Malabar Mind by Anita Nair

2011

Synopsis Of Malabar Mind

 

Malabar Mind heralds the arrival of a major new voice in the ‘meanwhile-back-to-real-life-school-of poetry’

In Malabar Mind, Anita Nair’s debut collection of poems, the real and corporeal, landscapes and mindscapes are explored with a rare fluid ease. From the quirky symbol of toddy shops in Malabar – a full bottle of toddy crowned with a red hibiscus – to the stressed drone of television newscasters during war time; from the apathy of non-stick frying pans to the quiet content of cows chewing cud, Anita Nair rakes through the everyday, seizing an unusual moment. And then she turns them into metaphors that cast a glow, suffusing ordinary things with extraordinary dimensions, capturing the strength and resilience of life…

Cryptic couplets on love, an epigram on how to cope with failure, demanding extended poems about youth and sensual existence; humour, irony, lust, hope, hurt, anguish; beaches, crows, bus journeys, hospitals, just about every aspect of the human existence finds a place in this collection of poems written over a decade.

Praise for Malabar Mind

The Hindu Literary Supplement

Anita Nair’s first book of poems Malabar Mind is impossible to get away from.

The Hindu Literary Supplement

The Sunday Herald

Anita has a remarkable body language of variegated repetitions which comes through well as a narrative even in very short poems giving a local habitation and a name to passing thoughts.

The Sunday Herald

The Sunday Express

…poetry that grapples, twists and turns with contemporary existence. Malabar Mind is an interesting collection, to be read with pleasure and occasionally delight.

The Sunday Express

The Asian Age

Words have befriended Anita Nair, giving wing to an imagination which helps express the idiosyncrasies of everyday life.

The Asian Age

The Times of India

From marmalade mornings, sun dried memories, cow-like grey clouds to the shy raindrop – her new medium of thought takes you to another plane, where words paint pictures and fantasy takes wing. The mundane business of living takes on a fresh perspective in her hands, stringing lust, hope, anguish, joys in its wake.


▶ [Task item]: Take the entries below and print all of them exactly, please.

|---|

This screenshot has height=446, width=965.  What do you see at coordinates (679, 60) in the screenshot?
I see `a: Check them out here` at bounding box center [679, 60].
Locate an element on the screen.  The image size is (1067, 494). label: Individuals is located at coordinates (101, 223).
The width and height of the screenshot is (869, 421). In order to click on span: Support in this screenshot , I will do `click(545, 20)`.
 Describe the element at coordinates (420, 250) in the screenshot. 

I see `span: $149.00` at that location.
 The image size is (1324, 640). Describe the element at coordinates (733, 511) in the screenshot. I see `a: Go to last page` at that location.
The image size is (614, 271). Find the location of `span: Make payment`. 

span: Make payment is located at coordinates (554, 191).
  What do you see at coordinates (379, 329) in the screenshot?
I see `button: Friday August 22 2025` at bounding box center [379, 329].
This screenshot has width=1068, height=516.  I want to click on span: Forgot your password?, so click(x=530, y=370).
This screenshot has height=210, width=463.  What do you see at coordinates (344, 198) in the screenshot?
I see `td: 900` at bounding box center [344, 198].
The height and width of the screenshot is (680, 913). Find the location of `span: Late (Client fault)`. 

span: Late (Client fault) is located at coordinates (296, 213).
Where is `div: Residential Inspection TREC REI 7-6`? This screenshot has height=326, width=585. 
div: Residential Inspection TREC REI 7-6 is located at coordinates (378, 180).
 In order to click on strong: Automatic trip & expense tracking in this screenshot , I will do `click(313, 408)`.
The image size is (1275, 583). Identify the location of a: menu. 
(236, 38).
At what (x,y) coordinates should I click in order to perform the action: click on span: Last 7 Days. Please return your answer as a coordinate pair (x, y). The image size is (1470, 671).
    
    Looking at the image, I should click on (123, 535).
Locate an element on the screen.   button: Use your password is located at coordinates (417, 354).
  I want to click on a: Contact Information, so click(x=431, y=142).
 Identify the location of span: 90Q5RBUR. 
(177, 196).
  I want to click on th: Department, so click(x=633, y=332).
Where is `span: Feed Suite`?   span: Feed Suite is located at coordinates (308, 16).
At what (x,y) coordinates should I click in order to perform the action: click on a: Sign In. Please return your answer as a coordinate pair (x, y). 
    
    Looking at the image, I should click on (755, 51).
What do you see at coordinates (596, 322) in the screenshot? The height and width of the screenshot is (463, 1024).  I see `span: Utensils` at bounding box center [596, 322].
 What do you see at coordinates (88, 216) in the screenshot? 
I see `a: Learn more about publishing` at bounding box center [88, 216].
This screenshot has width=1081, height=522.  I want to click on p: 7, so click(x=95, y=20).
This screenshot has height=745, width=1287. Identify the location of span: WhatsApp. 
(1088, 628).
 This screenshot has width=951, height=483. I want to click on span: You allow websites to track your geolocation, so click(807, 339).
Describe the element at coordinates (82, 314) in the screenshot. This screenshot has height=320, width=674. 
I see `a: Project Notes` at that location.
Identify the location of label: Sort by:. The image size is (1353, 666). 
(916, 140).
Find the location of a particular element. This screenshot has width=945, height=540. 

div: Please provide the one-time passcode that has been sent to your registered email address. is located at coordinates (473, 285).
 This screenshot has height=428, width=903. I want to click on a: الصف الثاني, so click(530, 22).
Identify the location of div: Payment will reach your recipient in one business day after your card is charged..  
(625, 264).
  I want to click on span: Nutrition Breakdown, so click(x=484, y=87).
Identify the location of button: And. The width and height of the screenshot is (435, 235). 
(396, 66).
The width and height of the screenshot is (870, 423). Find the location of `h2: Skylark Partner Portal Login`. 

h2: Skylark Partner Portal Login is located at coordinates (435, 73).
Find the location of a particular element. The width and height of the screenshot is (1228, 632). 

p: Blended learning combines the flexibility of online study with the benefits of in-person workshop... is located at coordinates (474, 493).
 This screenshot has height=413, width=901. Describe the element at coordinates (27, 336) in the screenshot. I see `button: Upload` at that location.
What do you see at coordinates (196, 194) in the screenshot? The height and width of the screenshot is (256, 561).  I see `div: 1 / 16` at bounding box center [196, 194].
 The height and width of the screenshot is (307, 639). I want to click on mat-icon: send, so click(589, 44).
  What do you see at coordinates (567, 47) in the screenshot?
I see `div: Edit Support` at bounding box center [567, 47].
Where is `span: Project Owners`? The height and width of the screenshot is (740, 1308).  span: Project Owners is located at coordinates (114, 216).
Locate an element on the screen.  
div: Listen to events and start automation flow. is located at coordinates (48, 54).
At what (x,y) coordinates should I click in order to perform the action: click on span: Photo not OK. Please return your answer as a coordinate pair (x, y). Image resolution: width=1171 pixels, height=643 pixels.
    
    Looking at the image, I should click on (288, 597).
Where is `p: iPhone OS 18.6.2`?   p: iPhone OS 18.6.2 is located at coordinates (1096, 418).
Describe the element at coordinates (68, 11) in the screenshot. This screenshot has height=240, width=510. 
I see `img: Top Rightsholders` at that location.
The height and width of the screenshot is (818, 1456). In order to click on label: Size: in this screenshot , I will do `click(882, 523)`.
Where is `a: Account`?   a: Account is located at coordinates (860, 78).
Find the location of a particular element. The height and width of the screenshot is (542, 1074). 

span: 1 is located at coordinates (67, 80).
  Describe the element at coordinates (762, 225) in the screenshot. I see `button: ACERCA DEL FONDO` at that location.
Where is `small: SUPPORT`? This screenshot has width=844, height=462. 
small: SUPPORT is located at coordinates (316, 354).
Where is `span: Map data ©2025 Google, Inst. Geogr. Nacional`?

|---|

▶ [Expected answer]:
This screenshot has height=446, width=965.  What do you see at coordinates (679, 60) in the screenshot?
I see `a: Check them out here` at bounding box center [679, 60].
Locate an element on the screen.  The image size is (1067, 494). label: Individuals is located at coordinates (101, 223).
The width and height of the screenshot is (869, 421). In order to click on span: Support in this screenshot , I will do `click(545, 20)`.
 Describe the element at coordinates (420, 250) in the screenshot. 

I see `span: $149.00` at that location.
 The image size is (1324, 640). Describe the element at coordinates (733, 511) in the screenshot. I see `a: Go to last page` at that location.
The image size is (614, 271). Find the location of `span: Make payment`. 

span: Make payment is located at coordinates (554, 191).
  What do you see at coordinates (379, 329) in the screenshot?
I see `button: Friday August 22 2025` at bounding box center [379, 329].
This screenshot has width=1068, height=516.  I want to click on span: Forgot your password?, so click(x=530, y=370).
This screenshot has height=210, width=463.  What do you see at coordinates (344, 198) in the screenshot?
I see `td: 900` at bounding box center [344, 198].
The height and width of the screenshot is (680, 913). Find the location of `span: Late (Client fault)`. 

span: Late (Client fault) is located at coordinates (296, 213).
Where is `div: Residential Inspection TREC REI 7-6`? This screenshot has height=326, width=585. 
div: Residential Inspection TREC REI 7-6 is located at coordinates (378, 180).
 In order to click on strong: Automatic trip & expense tracking in this screenshot , I will do `click(313, 408)`.
The image size is (1275, 583). Identify the location of a: menu. 
(236, 38).
At what (x,y) coordinates should I click in order to perform the action: click on span: Last 7 Days. Please return your answer as a coordinate pair (x, y). The image size is (1470, 671).
    
    Looking at the image, I should click on (123, 535).
Locate an element on the screen.   button: Use your password is located at coordinates (417, 354).
  I want to click on a: Contact Information, so click(x=431, y=142).
 Identify the location of span: 90Q5RBUR. 
(177, 196).
  I want to click on th: Department, so click(x=633, y=332).
Where is `span: Feed Suite`?   span: Feed Suite is located at coordinates (308, 16).
At what (x,y) coordinates should I click in order to perform the action: click on a: Sign In. Please return your answer as a coordinate pair (x, y). 
    
    Looking at the image, I should click on (755, 51).
What do you see at coordinates (596, 322) in the screenshot? The height and width of the screenshot is (463, 1024).  I see `span: Utensils` at bounding box center [596, 322].
 What do you see at coordinates (88, 216) in the screenshot? 
I see `a: Learn more about publishing` at bounding box center [88, 216].
This screenshot has width=1081, height=522.  I want to click on p: 7, so click(x=95, y=20).
This screenshot has height=745, width=1287. Identify the location of span: WhatsApp. 
(1088, 628).
 This screenshot has width=951, height=483. I want to click on span: You allow websites to track your geolocation, so click(807, 339).
Describe the element at coordinates (82, 314) in the screenshot. This screenshot has height=320, width=674. 
I see `a: Project Notes` at that location.
Identify the location of label: Sort by:. The image size is (1353, 666). 
(916, 140).
Find the location of a particular element. This screenshot has width=945, height=540. 

div: Please provide the one-time passcode that has been sent to your registered email address. is located at coordinates (473, 285).
 This screenshot has height=428, width=903. I want to click on a: الصف الثاني, so click(530, 22).
Identify the location of div: Payment will reach your recipient in one business day after your card is charged..  
(625, 264).
  I want to click on span: Nutrition Breakdown, so click(x=484, y=87).
Identify the location of button: And. The width and height of the screenshot is (435, 235). 
(396, 66).
The width and height of the screenshot is (870, 423). Find the location of `h2: Skylark Partner Portal Login`. 

h2: Skylark Partner Portal Login is located at coordinates (435, 73).
Find the location of a particular element. The width and height of the screenshot is (1228, 632). 

p: Blended learning combines the flexibility of online study with the benefits of in-person workshop... is located at coordinates (474, 493).
 This screenshot has height=413, width=901. Describe the element at coordinates (27, 336) in the screenshot. I see `button: Upload` at that location.
What do you see at coordinates (196, 194) in the screenshot? The height and width of the screenshot is (256, 561).  I see `div: 1 / 16` at bounding box center [196, 194].
 The height and width of the screenshot is (307, 639). I want to click on mat-icon: send, so click(589, 44).
  What do you see at coordinates (567, 47) in the screenshot?
I see `div: Edit Support` at bounding box center [567, 47].
Where is `span: Project Owners`? The height and width of the screenshot is (740, 1308).  span: Project Owners is located at coordinates (114, 216).
Locate an element on the screen.  
div: Listen to events and start automation flow. is located at coordinates (48, 54).
At what (x,y) coordinates should I click in order to perform the action: click on span: Photo not OK. Please return your answer as a coordinate pair (x, y). Image resolution: width=1171 pixels, height=643 pixels.
    
    Looking at the image, I should click on (288, 597).
Where is `p: iPhone OS 18.6.2`?   p: iPhone OS 18.6.2 is located at coordinates (1096, 418).
Describe the element at coordinates (68, 11) in the screenshot. This screenshot has height=240, width=510. 
I see `img: Top Rightsholders` at that location.
The height and width of the screenshot is (818, 1456). In order to click on label: Size: in this screenshot , I will do `click(882, 523)`.
Where is `a: Account`?   a: Account is located at coordinates (860, 78).
Find the location of a particular element. The height and width of the screenshot is (542, 1074). 

span: 1 is located at coordinates (67, 80).
  Describe the element at coordinates (762, 225) in the screenshot. I see `button: ACERCA DEL FONDO` at that location.
Where is `small: SUPPORT`? This screenshot has width=844, height=462. 
small: SUPPORT is located at coordinates (316, 354).
Where is `span: Map data ©2025 Google, Inst. Geogr. Nacional`?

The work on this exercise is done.